SEC’s Andrew Bowden Regulatory Capture Scandal Hits the Major Leagues with Los Angeles Times Column
Andrew Bowden “Please give my son a job” scandal spreads, and what you can do.
Read more...Andrew Bowden “Please give my son a job” scandal spreads, and what you can do.
Read more...The battle between the ‘haves’ and ‘have-nots’ of global financial policy is escalating to the point where the ‘haves’ might start to sweat – a tiny little. This phase of heightened volatility in the markets is a harbinger of the inevitable meltdown that will follow the grand plastering-over of a systemically fraudulent global financial system.
Read more...Robert Auerbach, an economist to the Committee on Banking and Financial Services during the Arthur Burns, Paul Volcker, and Alan Greenspan chairmanships at the Fed, as well as being a Fed economist and now a professor at the University of Texas (Austin) has a bombshell revelation in his recent book Deception and Abuse at the […]
Read more...Michael Hudson recaps the theory, or perhaps more accurately, political justifications for quantitative easing, as opposed to how it works in practice.
Read more...Core inflation is telling a very different story than headline inflation, leading the ECB to diverge markedly from the Fed’s posture.
Read more...I am at a complete loss as to why the Federal Reserve might think that now is the moment to begin raising interest rates. I cannot see a scintilla of hard evidence in support, and potent evidence against.
Read more...The Wall Street Journal has published an important account of a behind-the-scenes power struggle at the Federal Reserve over authority for regulation. The result that the New York Fed has had significant amounts of its authority shifted to the Board of Governors in Washington, DC. This is a major win for Fed governor Dan Tarullo, who has emerged as one of the toughest critics of big financial firms at the Fed in the wake of the crisis. It is also a loss for the banks, since the New York Fed is widely recognized as close to Wall Street. Moreover, the Board of Governors is more accountable to citizens (its governors are Federal employees, the Board of Governors is subject to FOIA, although confidential supervisory of all financial regulators is exempt), while the regional Feds can best be thought of as public/private partnerships with weak governance structures,* so this move in theory is also a gain in terms of accountability to the public. However, since Greenspan holdover, deregulation enthusiast and Dodd Frank opponent Scott Alvarez remains as the general counsel of the Board of Governors, it’s unlikely that any newfound serious intent by the Board of Governors will go all that far in practice, given the powerful role that Alvarez exerts over matters regulatory.
Read more...Lambert here: Who woulda thunk the Fed’s easy money policy — no, not for you! — would contaminate millions of gallons of water and create exploding “train bombs”? Life’s little ironies…
Read more...Why New Keynesians look a lot like Friedmaniacs.
Read more...Elizabeth Warren subjected Fed chairman Janet Yellen to one of her fiercest interrogations ever in Congressional hearings yesterday.
Read more...In a bit of synchronicity, two new papers confirm the long-held suspicion that Wall Street is sucking the life out of Main Street.
Read more...Just as sumer is icumen in, so to are budget fights. And that means another opportunity to talk up the platinum coin as a way around budgetary tactics designed to inflict austerity on ordinary Americans.
Read more...The Administration realizes the risk of Grexit is real and is trying to fend that off. But even if they succeed, don’t expect that to add up to much in the way of relief for Greece.
Read more...Those who were hoping that Syriza would be cowed by the ECB’s aggressive moves to shut Greece out of bond markets and Eurozone finance ministers’ unified resistance to the new government’s proposals are no doubt frustrated by its refusal to capitulate. On Sunday, Greek prime minister Alexis Tsipras gave a rousing speech reaffirming Syriza’s plans.
Read more...As we describe in our earlier post today on Greece, the ECB’s hit job on Greece is an continuation of the destructive and ultimately self-defeating practice of letting the pet needs of banks trump those of governments and social orders. The ECB is willing to turn Greece into a failed state out of what looks like sheer brutality, with the apparent rationalization that punishing Greece will serve pour decourager les autres, meaning the other periphery countries, and potentially even France, that are calling for relief from failed austerity policies.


### [WORK REQUIRED]
Scan the entries below for "bottom" and copy each line that holds it.

Figure collection entries:
====
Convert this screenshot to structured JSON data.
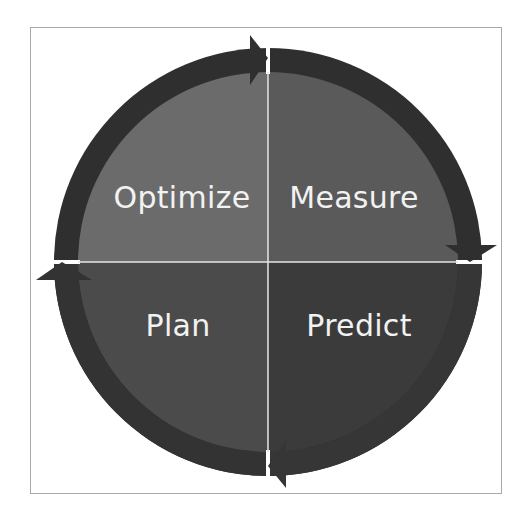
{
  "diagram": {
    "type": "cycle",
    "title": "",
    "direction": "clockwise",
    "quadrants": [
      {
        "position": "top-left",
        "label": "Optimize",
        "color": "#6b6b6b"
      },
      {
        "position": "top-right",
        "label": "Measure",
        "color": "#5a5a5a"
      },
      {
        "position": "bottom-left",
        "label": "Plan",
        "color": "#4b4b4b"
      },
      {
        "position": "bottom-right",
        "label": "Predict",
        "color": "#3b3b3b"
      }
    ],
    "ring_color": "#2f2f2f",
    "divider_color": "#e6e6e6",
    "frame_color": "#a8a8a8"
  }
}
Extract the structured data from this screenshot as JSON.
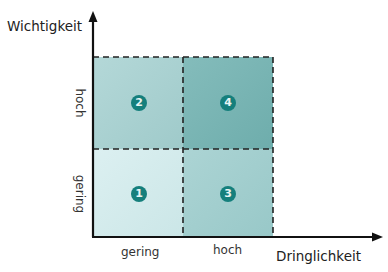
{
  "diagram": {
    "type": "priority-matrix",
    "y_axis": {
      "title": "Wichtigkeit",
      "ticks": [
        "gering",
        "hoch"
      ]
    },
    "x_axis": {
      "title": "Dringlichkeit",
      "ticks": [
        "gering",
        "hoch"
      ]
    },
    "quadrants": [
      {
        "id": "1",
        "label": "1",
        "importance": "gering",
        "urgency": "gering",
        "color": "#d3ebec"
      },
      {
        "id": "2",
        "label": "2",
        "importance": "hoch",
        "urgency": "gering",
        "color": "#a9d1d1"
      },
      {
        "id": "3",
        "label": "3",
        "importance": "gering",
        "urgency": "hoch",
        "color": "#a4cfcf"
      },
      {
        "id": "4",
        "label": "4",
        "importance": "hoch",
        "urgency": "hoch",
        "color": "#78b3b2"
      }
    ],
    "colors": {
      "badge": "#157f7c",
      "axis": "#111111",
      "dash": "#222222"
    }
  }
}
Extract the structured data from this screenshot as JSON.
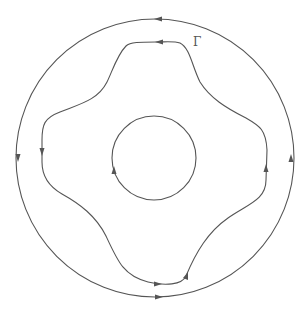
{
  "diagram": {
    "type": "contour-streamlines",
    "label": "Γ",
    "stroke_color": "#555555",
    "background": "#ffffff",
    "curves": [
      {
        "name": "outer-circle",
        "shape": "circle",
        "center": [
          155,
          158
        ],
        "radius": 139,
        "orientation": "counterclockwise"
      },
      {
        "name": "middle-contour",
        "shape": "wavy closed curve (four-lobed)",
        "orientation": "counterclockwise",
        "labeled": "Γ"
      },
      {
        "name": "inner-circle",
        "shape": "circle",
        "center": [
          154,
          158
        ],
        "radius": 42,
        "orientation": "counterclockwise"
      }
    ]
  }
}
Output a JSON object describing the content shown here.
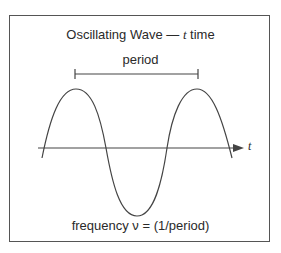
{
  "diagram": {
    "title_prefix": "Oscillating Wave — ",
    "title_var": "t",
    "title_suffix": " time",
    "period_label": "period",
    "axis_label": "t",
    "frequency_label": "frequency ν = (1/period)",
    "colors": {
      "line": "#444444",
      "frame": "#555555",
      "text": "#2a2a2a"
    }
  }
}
====
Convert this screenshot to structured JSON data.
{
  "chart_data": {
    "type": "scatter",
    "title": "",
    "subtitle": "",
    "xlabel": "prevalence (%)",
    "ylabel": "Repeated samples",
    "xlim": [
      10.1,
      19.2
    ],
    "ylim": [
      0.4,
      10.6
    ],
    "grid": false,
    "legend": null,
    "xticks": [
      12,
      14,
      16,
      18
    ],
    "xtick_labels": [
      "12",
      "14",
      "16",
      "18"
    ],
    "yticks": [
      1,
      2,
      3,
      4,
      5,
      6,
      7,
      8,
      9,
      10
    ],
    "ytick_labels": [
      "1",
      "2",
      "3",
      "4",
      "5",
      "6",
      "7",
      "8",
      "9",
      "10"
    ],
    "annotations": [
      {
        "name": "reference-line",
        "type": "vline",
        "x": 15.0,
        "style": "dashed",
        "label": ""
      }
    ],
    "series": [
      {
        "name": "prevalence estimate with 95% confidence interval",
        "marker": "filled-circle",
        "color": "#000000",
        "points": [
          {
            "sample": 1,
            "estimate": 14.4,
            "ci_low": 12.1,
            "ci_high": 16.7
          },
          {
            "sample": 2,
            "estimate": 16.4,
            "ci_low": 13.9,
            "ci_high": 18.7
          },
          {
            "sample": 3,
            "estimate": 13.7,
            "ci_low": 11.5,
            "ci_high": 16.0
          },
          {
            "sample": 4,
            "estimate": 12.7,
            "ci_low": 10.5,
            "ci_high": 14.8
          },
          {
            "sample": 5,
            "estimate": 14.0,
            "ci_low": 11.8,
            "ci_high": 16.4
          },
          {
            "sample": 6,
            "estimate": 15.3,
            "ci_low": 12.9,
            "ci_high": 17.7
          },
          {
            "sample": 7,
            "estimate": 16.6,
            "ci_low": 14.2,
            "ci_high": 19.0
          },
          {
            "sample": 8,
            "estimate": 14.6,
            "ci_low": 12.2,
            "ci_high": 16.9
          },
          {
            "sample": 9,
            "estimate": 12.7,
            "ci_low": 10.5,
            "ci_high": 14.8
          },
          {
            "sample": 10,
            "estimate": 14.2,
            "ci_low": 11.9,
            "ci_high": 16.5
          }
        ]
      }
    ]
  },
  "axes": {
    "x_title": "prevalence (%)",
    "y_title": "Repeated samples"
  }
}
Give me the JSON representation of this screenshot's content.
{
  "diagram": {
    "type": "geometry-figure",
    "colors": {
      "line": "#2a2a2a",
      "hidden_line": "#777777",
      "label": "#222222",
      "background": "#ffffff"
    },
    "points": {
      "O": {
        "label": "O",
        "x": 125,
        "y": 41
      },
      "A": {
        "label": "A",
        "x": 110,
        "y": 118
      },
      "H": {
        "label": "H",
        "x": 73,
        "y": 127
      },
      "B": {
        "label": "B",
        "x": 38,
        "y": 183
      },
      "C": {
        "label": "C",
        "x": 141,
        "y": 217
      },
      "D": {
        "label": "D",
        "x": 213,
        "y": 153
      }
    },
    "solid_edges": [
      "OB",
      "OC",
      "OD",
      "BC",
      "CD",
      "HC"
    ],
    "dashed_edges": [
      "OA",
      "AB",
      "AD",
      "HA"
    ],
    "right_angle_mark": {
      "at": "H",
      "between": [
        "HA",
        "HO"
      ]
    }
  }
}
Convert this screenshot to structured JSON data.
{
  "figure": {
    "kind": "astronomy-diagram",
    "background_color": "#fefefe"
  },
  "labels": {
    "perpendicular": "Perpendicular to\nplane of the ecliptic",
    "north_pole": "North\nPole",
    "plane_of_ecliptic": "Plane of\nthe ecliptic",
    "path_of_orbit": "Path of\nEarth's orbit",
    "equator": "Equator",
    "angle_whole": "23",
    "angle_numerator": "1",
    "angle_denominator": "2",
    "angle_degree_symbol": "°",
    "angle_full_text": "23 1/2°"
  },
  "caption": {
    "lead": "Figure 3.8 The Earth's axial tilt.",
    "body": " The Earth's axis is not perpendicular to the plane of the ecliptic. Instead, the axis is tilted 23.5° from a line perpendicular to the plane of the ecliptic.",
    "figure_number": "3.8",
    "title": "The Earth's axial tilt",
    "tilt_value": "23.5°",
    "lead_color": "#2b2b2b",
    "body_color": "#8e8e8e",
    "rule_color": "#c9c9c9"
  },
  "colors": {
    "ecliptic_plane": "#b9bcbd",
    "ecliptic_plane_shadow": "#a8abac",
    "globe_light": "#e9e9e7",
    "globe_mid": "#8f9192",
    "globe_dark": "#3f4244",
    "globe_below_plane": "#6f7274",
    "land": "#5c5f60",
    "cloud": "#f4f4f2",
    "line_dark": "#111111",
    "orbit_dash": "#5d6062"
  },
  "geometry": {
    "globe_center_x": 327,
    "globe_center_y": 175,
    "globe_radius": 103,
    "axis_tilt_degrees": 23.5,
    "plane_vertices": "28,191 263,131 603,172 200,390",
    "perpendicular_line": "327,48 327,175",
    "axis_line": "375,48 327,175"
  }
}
====
### [SOLUTION TO THIS PROBLEM]
        "position": "bottom-left",
        "position": "bottom-right",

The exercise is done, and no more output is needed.